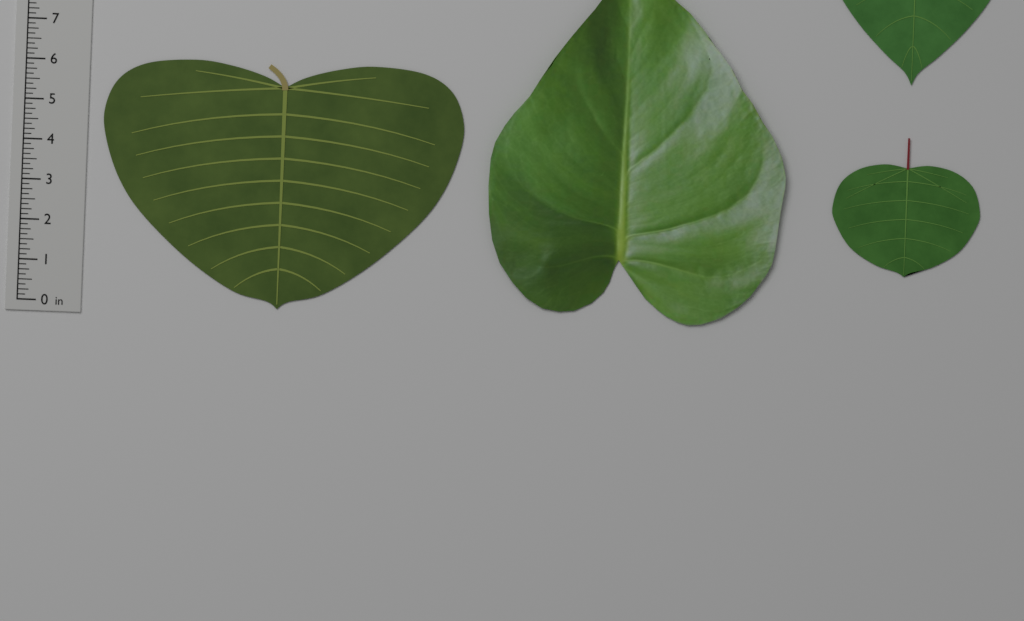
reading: 6.125 in
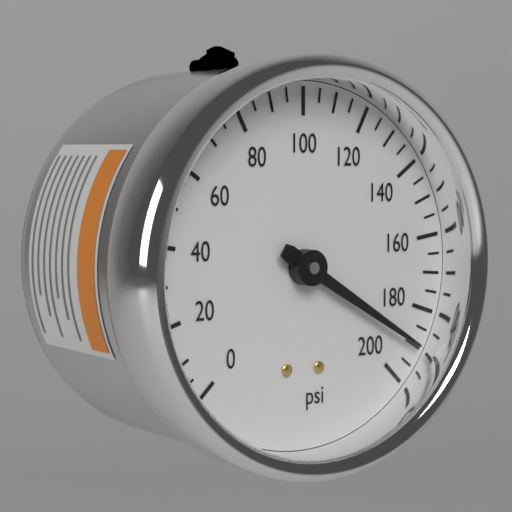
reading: 190 psi
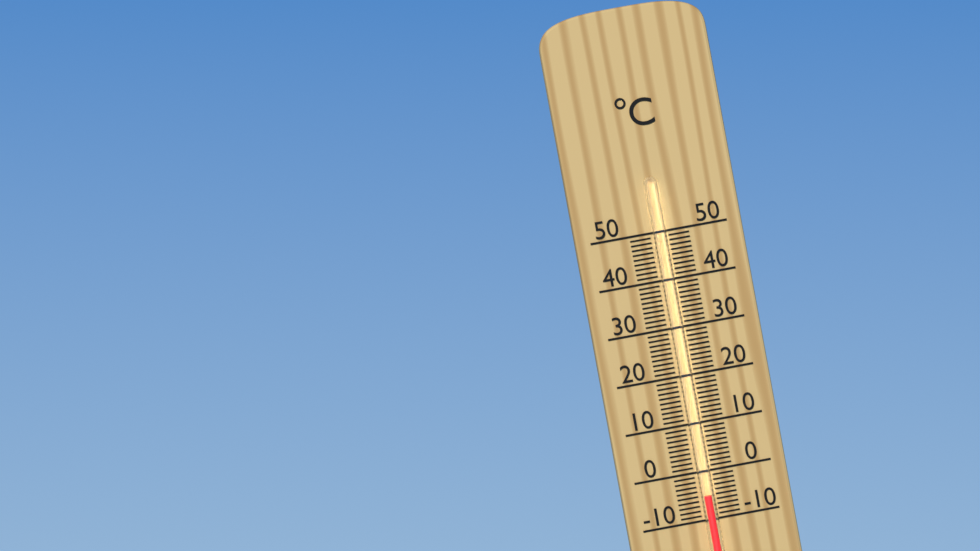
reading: -5 °C
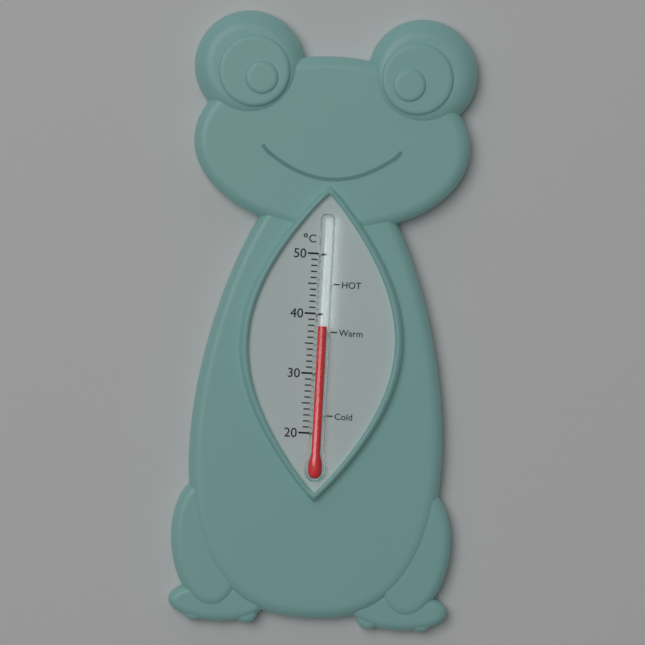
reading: 38 °C
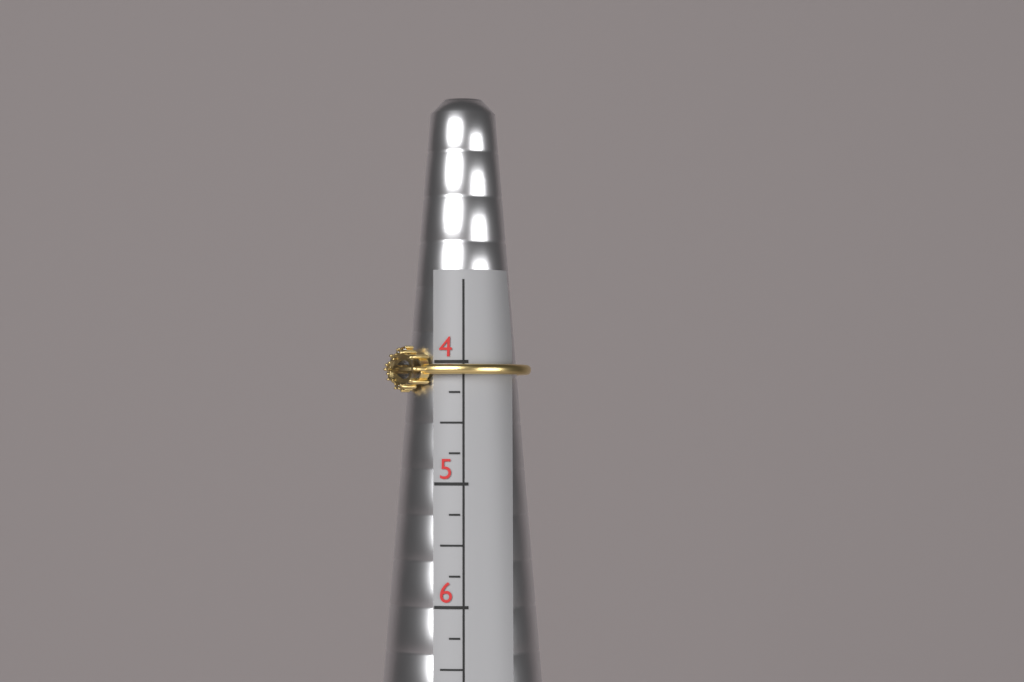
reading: 4.25 (no unit)
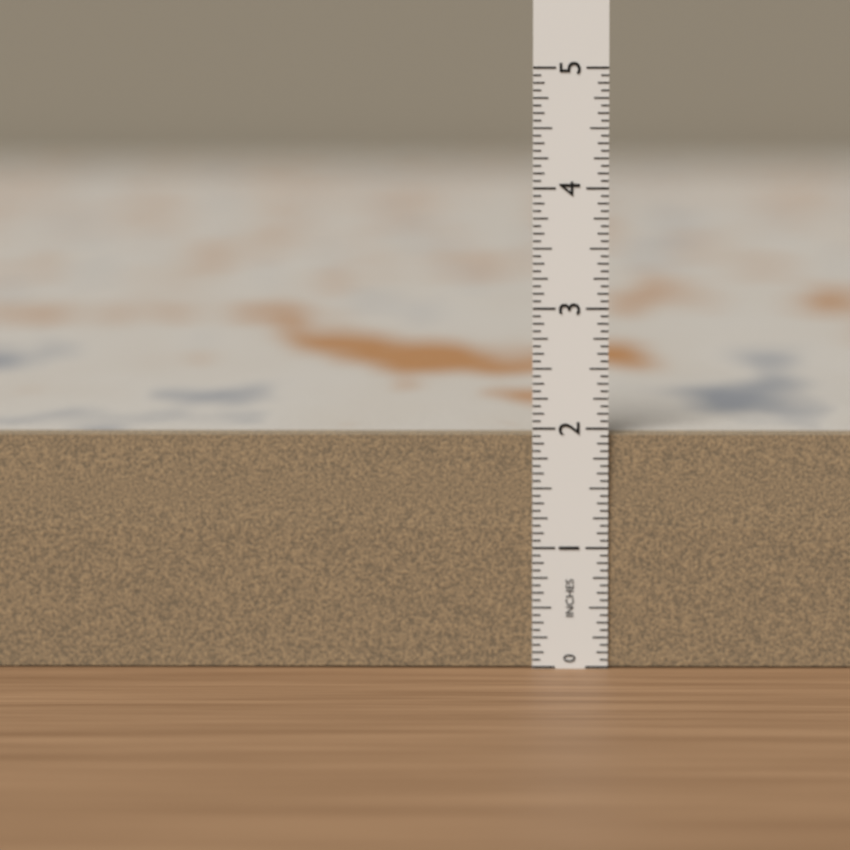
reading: 1.9375 in
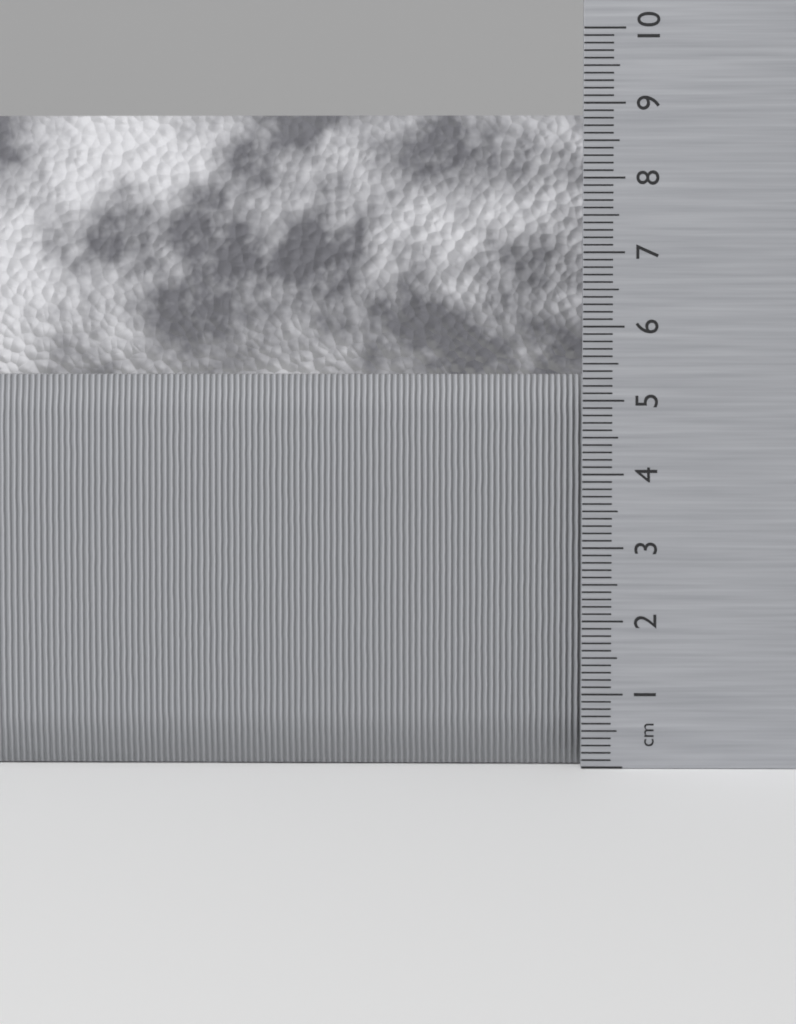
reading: 8.9 cm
◆ ◆ ◆ ◆
== Task goal ==
Exactly as written, set down each line of the records, leaving out the pictures.

== Your solution ==
reading: 6.125 in
reading: 190 psi
reading: -5 °C
reading: 38 °C
reading: 4.25 (no unit)
reading: 1.9375 in
reading: 8.9 cm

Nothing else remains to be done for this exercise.